Software patents must die!

This week in a startling move Apple was granted a preliminary injunction on the sale of the Samsung Galaxy Nexus, the Google reference phone. The preliminary injunction was granted due to a claim of patent infringement on Samsungs part regarding several features but in particular:

“2. A means of searching multiple databases and sources for data.”

This follows an injunction earlier this week granted to Apple over the sale of the Galaxy Tab 10.1 due to design similarities. To my mind at this point there are only two kinds of software patent lawsuits:

1)      Annoyingly bad lawsuits

2)      Dangerously bad lawsuits

The problem is the current form of software patents and the lawsuits that follow, flies in the face of the entire purpose of the patent system in the first place.

The History of Patents

The patent system has a dual utility, the primary being the dissemination of knowledge, and the secondary being the limited protection of profit for the creator. Understanding this is the key to understanding why software patents are being used incorrectly. The goal of patents was to spread innovation by allowing people to build off of others ideas. The idea being you shouldn’t have to reinvent the wheel in order to create the bicycle. In order to encourage this idea of sharing information there had to be some incentive to actually show how things worked. The incentive was exclusivity of sale for a limited time. Another crucial aspect of the patent system is your exclusivity only extended to the specific way your invention worked as opposed to the goal it achieved. For example you could have a patent on turning on a light with the push of a button, but that didn’t prevent someone from making a light that turns on with a switch.

Software Doesn’t Need a Patent to Protect Intellectual Property

There is a reason that the formula for coke does not have a patent. Coke is notoriously secretive of the precise formula for coke partially because secret recipes are cool, but mostly because if the formula was known it would at best have limited protection from copies. The same is true for KFC’s special recipe. The same is also true for software code. Neither Microsoft nor Apple releases the full code of their operating systems. This is to protect them from people copying what they do and creating a competing product. What Amazon did with Android to create the Kindle Fire is impossible (without significant reverse engineering) with iOS because the source for iOS is closed while the source for Android is open.

Patents Are For The Implementation Not The Idea

As I mentioned before the purpose of patents was to allow inventors to build off of others ideas and not have to reinvent the wheel every time. If however you did in fact reinvent the wheel in a new way say using wood instead of stone, the person who had the patent on the stone wheel couldn’t stop you from making your wooden wheel. This is not the case in software patents. Patents are granted for the vaguest possible ideas so now not only could you not reinvent the wheel in a new way, you can’t invent the horse drawn carriage because it uses wheels.

Software Patents Causes More Harm Than Good

Software patents have created a new menace the patent troll. Patent trolls are companies that don’t actually make any products from the patents they hold. These “non-practicing entities”, as they are called, make their money from suing companies that have made a profit from real products that the troll believes infringe on their patents for things they never intended to make. A recent study has calculated that patent trolls cost the industry 29 b-b-b-billion dollars a year in just legal fees and licensing. This isn’t a chilling effect on innovation; this is an epochal ice age. The problem is running afoul of someone’s patent is inevitable! Another study revealed that it is mathematically impossible to avoid infringing on a software patent:

we estimate it would take at least 2,000,000 patent attorneys, working full time, to consider whether all these software-producing firms have infringed any of the software patents issued in a typical year. Even if firms wanted to hire that many attorneys, they couldn’t; there are only 40,000 registered patent attorneys and agents in the United States.

Software patents are an obscene perversion of the patent system and need to be either dramatically reformed or abolished full stop. Companies are wasting billions in resources that could be used to make better products and have a true competition of ideas. There is no excuse to maintain the status quo.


= Directions =
Give the records once more, exactly as they stand.

= Entries supplied =
╔══
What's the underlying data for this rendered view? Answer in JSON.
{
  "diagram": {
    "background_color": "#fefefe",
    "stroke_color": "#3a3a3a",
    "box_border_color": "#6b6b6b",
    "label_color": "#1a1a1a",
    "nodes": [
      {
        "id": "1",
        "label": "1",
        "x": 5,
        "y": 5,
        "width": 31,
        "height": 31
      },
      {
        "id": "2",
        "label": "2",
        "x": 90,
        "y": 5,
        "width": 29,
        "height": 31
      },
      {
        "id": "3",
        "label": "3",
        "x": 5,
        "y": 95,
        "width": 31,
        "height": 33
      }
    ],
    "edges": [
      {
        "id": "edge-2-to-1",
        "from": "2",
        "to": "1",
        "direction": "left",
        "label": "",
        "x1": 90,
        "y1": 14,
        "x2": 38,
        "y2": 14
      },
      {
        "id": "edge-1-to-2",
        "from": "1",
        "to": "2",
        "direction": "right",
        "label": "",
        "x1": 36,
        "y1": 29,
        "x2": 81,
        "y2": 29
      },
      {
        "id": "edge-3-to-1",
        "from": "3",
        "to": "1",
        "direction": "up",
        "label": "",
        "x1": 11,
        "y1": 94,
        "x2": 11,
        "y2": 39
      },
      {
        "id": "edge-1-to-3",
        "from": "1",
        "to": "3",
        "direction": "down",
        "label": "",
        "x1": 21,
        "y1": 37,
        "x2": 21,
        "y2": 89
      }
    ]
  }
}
╚══
= Answer to the problem =
What's the underlying data for this rendered view? Answer in JSON.
{
  "diagram": {
    "background_color": "#fefefe",
    "stroke_color": "#3a3a3a",
    "box_border_color": "#6b6b6b",
    "label_color": "#1a1a1a",
    "nodes": [
      {
        "id": "1",
        "label": "1",
        "x": 5,
        "y": 5,
        "width": 31,
        "height": 31
      },
      {
        "id": "2",
        "label": "2",
        "x": 90,
        "y": 5,
        "width": 29,
        "height": 31
      },
      {
        "id": "3",
        "label": "3",
        "x": 5,
        "y": 95,
        "width": 31,
        "height": 33
      }
    ],
    "edges": [
      {
        "id": "edge-2-to-1",
        "from": "2",
        "to": "1",
        "direction": "left",
        "label": "",
        "x1": 90,
        "y1": 14,
        "x2": 38,
        "y2": 14
      },
      {
        "id": "edge-1-to-2",
        "from": "1",
        "to": "2",
        "direction": "right",
        "label": "",
        "x1": 36,
        "y1": 29,
        "x2": 81,
        "y2": 29
      },
      {
        "id": "edge-3-to-1",
        "from": "3",
        "to": "1",
        "direction": "up",
        "label": "",
        "x1": 11,
        "y1": 94,
        "x2": 11,
        "y2": 39
      },
      {
        "id": "edge-1-to-3",
        "from": "1",
        "to": "3",
        "direction": "down",
        "label": "",
        "x1": 21,
        "y1": 37,
        "x2": 21,
        "y2": 89
      }
    ]
  }
}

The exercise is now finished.